DEWAT chain for the host Community

OCTOPUS Case Study
Implemented by: UNICEF, Solidarités International
08 February 2024

Description of the emergency context

Menjez is a small village of around 1,000 registered voters, located at an altitude of 350 m above sea level in the Governorate of Akkar, Northern Lebanon, and close to the Syrian border. Menjez lacks a sewage network, which means that each house disposes of its wastewater in a pit that ultimately flows into a nearby river. The targeted households did not have a pit and were directly connected to a open sewer which resulted in odors, mosquitos, and other insects downstream, which caused tensions and complaints amongst the village dwellers.

Description of the treatment process
For secondary treatment, the system uses filter media technology (100 m2/m3), comprising of: - an Anaerobic Baffled Reactor (ABR) - an Anaerobic Filter (AF); For tertiary treatment, it relies on Slow Sand Filtration (SSF) and is thus gravity-based. The system is passive in terms of energy input, and has been in matured operational status since early 2022.
Assessment & design feasibility
Solidarités international (SI) carry out consultation sessions first with the Municipality and then, with facilitation from the Municipality, with the dwellers of the pilot group. The Mayor and the dwellers interviewed by the Evaluation Team mentioned that the consultation sessions attempted to probe them for feedback on the designs, but that the respondents did not have the technical know-how for this, which made the sessions more informative than consultative. From the interviews made, one can confirm that the rate of social acceptance of the intervention is high; it is recognized that the installed DEWATS have effectively solved the problems that were at the origin of the intervention (odors, insects, general pollution hazard).
Construction
These systems are handling relatively low strength influent wastewater streams which do not reflect ITS conditions, but domestic wastewater characteristics. This might explain why the treatment efficiency was almost half that of systems handling ITS waste; if the incoming concentration is lower, and that value is used to calculate removal efficiency, then the removal efficiency would be less. What is important however, is that the effluent produced is similar to those produced by other systems handling stronger wastes with lower hydraulic loads of ITS context (35 L/cap.d), while also treating higher hydraulic loads corresponding to higher wastewater generation rates of Lebanese citizens (150 L/cap.d). The system tanks being steel type had one of its compartment covers was stolen, and while originally the SSF compartment was kept uncovered by way in keeping in line with the unified design of Batch 3 systems, SI will be installing covers for the SSF compartment in order to eliminate odors currently emanating from it. Still the system can be said to be operational and effective. In fact, the Menjez Municipality will be cashing on this success story to attract funds for a larger-scale intervention.
Operation & Maintenance
Although not sufficiently conclusive, Menjez DEWATS passed BOD, TP, and FC, close to passing COD in terms of national standards for environmental limit values (ELVs) at the time of sampling and this evaluation.
Lessons learned
The intervention at Menjez was successful primarily due to the existence of a personal champion for it, namely the Mayor. In such as Lebanon’s, characterized by personal rather than institutional policy-making, the personal role of mayors, especially in smaller, rural contexts such as Menjez, becomes key to the thriving or detriment of a project.
Strengths
1. Cost effictivness: the reduction of deslduging cost ranges between 90 % and 95 % thus confirming targets of SAP being reached. 2. The small size of the municipality translates into an efficient decision-making structure with respect to innovation and new DEWATS. 3. In and following its implementation, the intervention was accompanied by a high degree of social acceptance by the villagers of Menjez. This in turn owes itself to a seemingly high degree of institutional trust in the Mayor/Municipality, and to the fact that the intervention was not parachuted onto the site, but rather arose from the grievances felt by the dwellers in a genuine bottom-up instance.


[What to produce]
Below are records to be repeated exactly. Leave their pictures behind.

Collected data:
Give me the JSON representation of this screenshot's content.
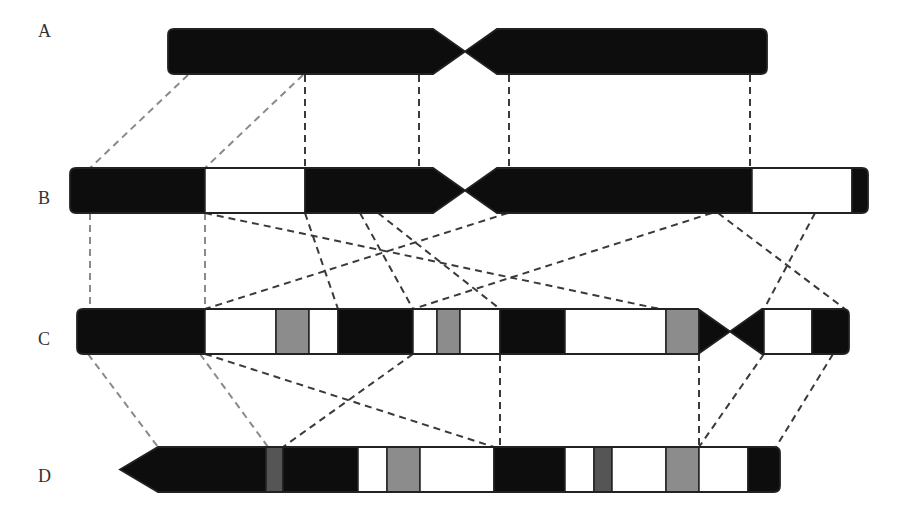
{
  "figure": {
    "type": "chromosome-rearrangement-diagram",
    "rows": [
      {
        "label": "A",
        "label_x": 38,
        "label_y": 33
      },
      {
        "label": "B",
        "label_x": 38,
        "label_y": 200
      },
      {
        "label": "C",
        "label_x": 38,
        "label_y": 341
      },
      {
        "label": "D",
        "label_x": 38,
        "label_y": 478
      }
    ],
    "colors": {
      "black_band": "#0d0d0d",
      "white_band": "#ffffff",
      "gray_band": "#8c8c8c",
      "dark_gray_band": "#555555",
      "outline": "#222222",
      "line_light": "#8a8a8a",
      "line_dark": "#3a3a3a"
    },
    "chromosomes": {
      "A": {
        "y": 29,
        "h": 45,
        "left_arm": {
          "x1": 168,
          "x2": 460
        },
        "centromere_x": 465,
        "right_arm": {
          "x1": 470,
          "x2": 767
        },
        "bands": [
          {
            "x1": 168,
            "x2": 767,
            "fill": "black"
          }
        ]
      },
      "B": {
        "y": 168,
        "h": 45,
        "centromere_x": 465,
        "bands": [
          {
            "x1": 70,
            "x2": 205,
            "fill": "black"
          },
          {
            "x1": 205,
            "x2": 305,
            "fill": "white"
          },
          {
            "x1": 305,
            "x2": 752,
            "fill": "black"
          },
          {
            "x1": 752,
            "x2": 852,
            "fill": "white"
          },
          {
            "x1": 852,
            "x2": 868,
            "fill": "black"
          }
        ]
      },
      "C": {
        "y": 309,
        "h": 45,
        "centromere_x": 730,
        "bands": [
          {
            "x1": 77,
            "x2": 205,
            "fill": "black"
          },
          {
            "x1": 205,
            "x2": 276,
            "fill": "white"
          },
          {
            "x1": 276,
            "x2": 309,
            "fill": "gray"
          },
          {
            "x1": 309,
            "x2": 338,
            "fill": "white"
          },
          {
            "x1": 338,
            "x2": 413,
            "fill": "black"
          },
          {
            "x1": 413,
            "x2": 437,
            "fill": "white"
          },
          {
            "x1": 437,
            "x2": 460,
            "fill": "gray"
          },
          {
            "x1": 460,
            "x2": 500,
            "fill": "white"
          },
          {
            "x1": 500,
            "x2": 565,
            "fill": "black"
          },
          {
            "x1": 565,
            "x2": 666,
            "fill": "white"
          },
          {
            "x1": 666,
            "x2": 699,
            "fill": "gray"
          },
          {
            "x1": 699,
            "x2": 764,
            "fill": "black"
          },
          {
            "x1": 764,
            "x2": 812,
            "fill": "white"
          },
          {
            "x1": 812,
            "x2": 849,
            "fill": "black"
          }
        ]
      },
      "D": {
        "y": 447,
        "h": 45,
        "bands": [
          {
            "x1": 120,
            "x2": 266,
            "fill": "black"
          },
          {
            "x1": 266,
            "x2": 283,
            "fill": "darkgray"
          },
          {
            "x1": 283,
            "x2": 358,
            "fill": "black"
          },
          {
            "x1": 358,
            "x2": 387,
            "fill": "white"
          },
          {
            "x1": 387,
            "x2": 420,
            "fill": "gray"
          },
          {
            "x1": 420,
            "x2": 494,
            "fill": "white"
          },
          {
            "x1": 494,
            "x2": 565,
            "fill": "black"
          },
          {
            "x1": 565,
            "x2": 594,
            "fill": "white"
          },
          {
            "x1": 594,
            "x2": 612,
            "fill": "darkgray"
          },
          {
            "x1": 612,
            "x2": 666,
            "fill": "white"
          },
          {
            "x1": 666,
            "x2": 699,
            "fill": "gray"
          },
          {
            "x1": 699,
            "x2": 748,
            "fill": "white"
          },
          {
            "x1": 748,
            "x2": 780,
            "fill": "black"
          }
        ]
      }
    },
    "connectors": {
      "A_to_B": [
        {
          "x1": 188,
          "y1": 75,
          "x2": 90,
          "y2": 168,
          "tone": "light"
        },
        {
          "x1": 303,
          "y1": 75,
          "x2": 205,
          "y2": 168,
          "tone": "light"
        },
        {
          "x1": 305,
          "y1": 75,
          "x2": 305,
          "y2": 168,
          "tone": "dark"
        },
        {
          "x1": 419,
          "y1": 75,
          "x2": 419,
          "y2": 168,
          "tone": "dark"
        },
        {
          "x1": 509,
          "y1": 75,
          "x2": 509,
          "y2": 168,
          "tone": "dark"
        },
        {
          "x1": 750,
          "y1": 75,
          "x2": 750,
          "y2": 168,
          "tone": "dark"
        }
      ],
      "B_to_C": [
        {
          "x1": 90,
          "y1": 213,
          "x2": 90,
          "y2": 309,
          "tone": "light"
        },
        {
          "x1": 205,
          "y1": 213,
          "x2": 205,
          "y2": 309,
          "tone": "light"
        },
        {
          "x1": 205,
          "y1": 213,
          "x2": 660,
          "y2": 309,
          "tone": "dark"
        },
        {
          "x1": 305,
          "y1": 213,
          "x2": 338,
          "y2": 309,
          "tone": "dark"
        },
        {
          "x1": 360,
          "y1": 213,
          "x2": 413,
          "y2": 309,
          "tone": "dark"
        },
        {
          "x1": 378,
          "y1": 213,
          "x2": 500,
          "y2": 309,
          "tone": "dark"
        },
        {
          "x1": 508,
          "y1": 213,
          "x2": 205,
          "y2": 309,
          "tone": "dark"
        },
        {
          "x1": 712,
          "y1": 213,
          "x2": 413,
          "y2": 309,
          "tone": "dark"
        },
        {
          "x1": 718,
          "y1": 213,
          "x2": 845,
          "y2": 309,
          "tone": "dark"
        },
        {
          "x1": 815,
          "y1": 213,
          "x2": 764,
          "y2": 309,
          "tone": "dark"
        }
      ],
      "C_to_D": [
        {
          "x1": 88,
          "y1": 354,
          "x2": 158,
          "y2": 447,
          "tone": "light"
        },
        {
          "x1": 200,
          "y1": 354,
          "x2": 268,
          "y2": 447,
          "tone": "light"
        },
        {
          "x1": 205,
          "y1": 354,
          "x2": 494,
          "y2": 447,
          "tone": "dark"
        },
        {
          "x1": 413,
          "y1": 354,
          "x2": 283,
          "y2": 447,
          "tone": "dark"
        },
        {
          "x1": 500,
          "y1": 354,
          "x2": 500,
          "y2": 447,
          "tone": "dark"
        },
        {
          "x1": 699,
          "y1": 354,
          "x2": 699,
          "y2": 447,
          "tone": "dark"
        },
        {
          "x1": 764,
          "y1": 354,
          "x2": 699,
          "y2": 447,
          "tone": "dark"
        },
        {
          "x1": 833,
          "y1": 354,
          "x2": 776,
          "y2": 447,
          "tone": "dark"
        }
      ]
    }
  }
}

[Exercise solution]
Give me the JSON representation of this screenshot's content.
{
  "figure": {
    "type": "chromosome-rearrangement-diagram",
    "rows": [
      {
        "label": "A",
        "label_x": 38,
        "label_y": 33
      },
      {
        "label": "B",
        "label_x": 38,
        "label_y": 200
      },
      {
        "label": "C",
        "label_x": 38,
        "label_y": 341
      },
      {
        "label": "D",
        "label_x": 38,
        "label_y": 478
      }
    ],
    "colors": {
      "black_band": "#0d0d0d",
      "white_band": "#ffffff",
      "gray_band": "#8c8c8c",
      "dark_gray_band": "#555555",
      "outline": "#222222",
      "line_light": "#8a8a8a",
      "line_dark": "#3a3a3a"
    },
    "chromosomes": {
      "A": {
        "y": 29,
        "h": 45,
        "left_arm": {
          "x1": 168,
          "x2": 460
        },
        "centromere_x": 465,
        "right_arm": {
          "x1": 470,
          "x2": 767
        },
        "bands": [
          {
            "x1": 168,
            "x2": 767,
            "fill": "black"
          }
        ]
      },
      "B": {
        "y": 168,
        "h": 45,
        "centromere_x": 465,
        "bands": [
          {
            "x1": 70,
            "x2": 205,
            "fill": "black"
          },
          {
            "x1": 205,
            "x2": 305,
            "fill": "white"
          },
          {
            "x1": 305,
            "x2": 752,
            "fill": "black"
          },
          {
            "x1": 752,
            "x2": 852,
            "fill": "white"
          },
          {
            "x1": 852,
            "x2": 868,
            "fill": "black"
          }
        ]
      },
      "C": {
        "y": 309,
        "h": 45,
        "centromere_x": 730,
        "bands": [
          {
            "x1": 77,
            "x2": 205,
            "fill": "black"
          },
          {
            "x1": 205,
            "x2": 276,
            "fill": "white"
          },
          {
            "x1": 276,
            "x2": 309,
            "fill": "gray"
          },
          {
            "x1": 309,
            "x2": 338,
            "fill": "white"
          },
          {
            "x1": 338,
            "x2": 413,
            "fill": "black"
          },
          {
            "x1": 413,
            "x2": 437,
            "fill": "white"
          },
          {
            "x1": 437,
            "x2": 460,
            "fill": "gray"
          },
          {
            "x1": 460,
            "x2": 500,
            "fill": "white"
          },
          {
            "x1": 500,
            "x2": 565,
            "fill": "black"
          },
          {
            "x1": 565,
            "x2": 666,
            "fill": "white"
          },
          {
            "x1": 666,
            "x2": 699,
            "fill": "gray"
          },
          {
            "x1": 699,
            "x2": 764,
            "fill": "black"
          },
          {
            "x1": 764,
            "x2": 812,
            "fill": "white"
          },
          {
            "x1": 812,
            "x2": 849,
            "fill": "black"
          }
        ]
      },
      "D": {
        "y": 447,
        "h": 45,
        "bands": [
          {
            "x1": 120,
            "x2": 266,
            "fill": "black"
          },
          {
            "x1": 266,
            "x2": 283,
            "fill": "darkgray"
          },
          {
            "x1": 283,
            "x2": 358,
            "fill": "black"
          },
          {
            "x1": 358,
            "x2": 387,
            "fill": "white"
          },
          {
            "x1": 387,
            "x2": 420,
            "fill": "gray"
          },
          {
            "x1": 420,
            "x2": 494,
            "fill": "white"
          },
          {
            "x1": 494,
            "x2": 565,
            "fill": "black"
          },
          {
            "x1": 565,
            "x2": 594,
            "fill": "white"
          },
          {
            "x1": 594,
            "x2": 612,
            "fill": "darkgray"
          },
          {
            "x1": 612,
            "x2": 666,
            "fill": "white"
          },
          {
            "x1": 666,
            "x2": 699,
            "fill": "gray"
          },
          {
            "x1": 699,
            "x2": 748,
            "fill": "white"
          },
          {
            "x1": 748,
            "x2": 780,
            "fill": "black"
          }
        ]
      }
    },
    "connectors": {
      "A_to_B": [
        {
          "x1": 188,
          "y1": 75,
          "x2": 90,
          "y2": 168,
          "tone": "light"
        },
        {
          "x1": 303,
          "y1": 75,
          "x2": 205,
          "y2": 168,
          "tone": "light"
        },
        {
          "x1": 305,
          "y1": 75,
          "x2": 305,
          "y2": 168,
          "tone": "dark"
        },
        {
          "x1": 419,
          "y1": 75,
          "x2": 419,
          "y2": 168,
          "tone": "dark"
        },
        {
          "x1": 509,
          "y1": 75,
          "x2": 509,
          "y2": 168,
          "tone": "dark"
        },
        {
          "x1": 750,
          "y1": 75,
          "x2": 750,
          "y2": 168,
          "tone": "dark"
        }
      ],
      "B_to_C": [
        {
          "x1": 90,
          "y1": 213,
          "x2": 90,
          "y2": 309,
          "tone": "light"
        },
        {
          "x1": 205,
          "y1": 213,
          "x2": 205,
          "y2": 309,
          "tone": "light"
        },
        {
          "x1": 205,
          "y1": 213,
          "x2": 660,
          "y2": 309,
          "tone": "dark"
        },
        {
          "x1": 305,
          "y1": 213,
          "x2": 338,
          "y2": 309,
          "tone": "dark"
        },
        {
          "x1": 360,
          "y1": 213,
          "x2": 413,
          "y2": 309,
          "tone": "dark"
        },
        {
          "x1": 378,
          "y1": 213,
          "x2": 500,
          "y2": 309,
          "tone": "dark"
        },
        {
          "x1": 508,
          "y1": 213,
          "x2": 205,
          "y2": 309,
          "tone": "dark"
        },
        {
          "x1": 712,
          "y1": 213,
          "x2": 413,
          "y2": 309,
          "tone": "dark"
        },
        {
          "x1": 718,
          "y1": 213,
          "x2": 845,
          "y2": 309,
          "tone": "dark"
        },
        {
          "x1": 815,
          "y1": 213,
          "x2": 764,
          "y2": 309,
          "tone": "dark"
        }
      ],
      "C_to_D": [
        {
          "x1": 88,
          "y1": 354,
          "x2": 158,
          "y2": 447,
          "tone": "light"
        },
        {
          "x1": 200,
          "y1": 354,
          "x2": 268,
          "y2": 447,
          "tone": "light"
        },
        {
          "x1": 205,
          "y1": 354,
          "x2": 494,
          "y2": 447,
          "tone": "dark"
        },
        {
          "x1": 413,
          "y1": 354,
          "x2": 283,
          "y2": 447,
          "tone": "dark"
        },
        {
          "x1": 500,
          "y1": 354,
          "x2": 500,
          "y2": 447,
          "tone": "dark"
        },
        {
          "x1": 699,
          "y1": 354,
          "x2": 699,
          "y2": 447,
          "tone": "dark"
        },
        {
          "x1": 764,
          "y1": 354,
          "x2": 699,
          "y2": 447,
          "tone": "dark"
        },
        {
          "x1": 833,
          "y1": 354,
          "x2": 776,
          "y2": 447,
          "tone": "dark"
        }
      ]
    }
  }
}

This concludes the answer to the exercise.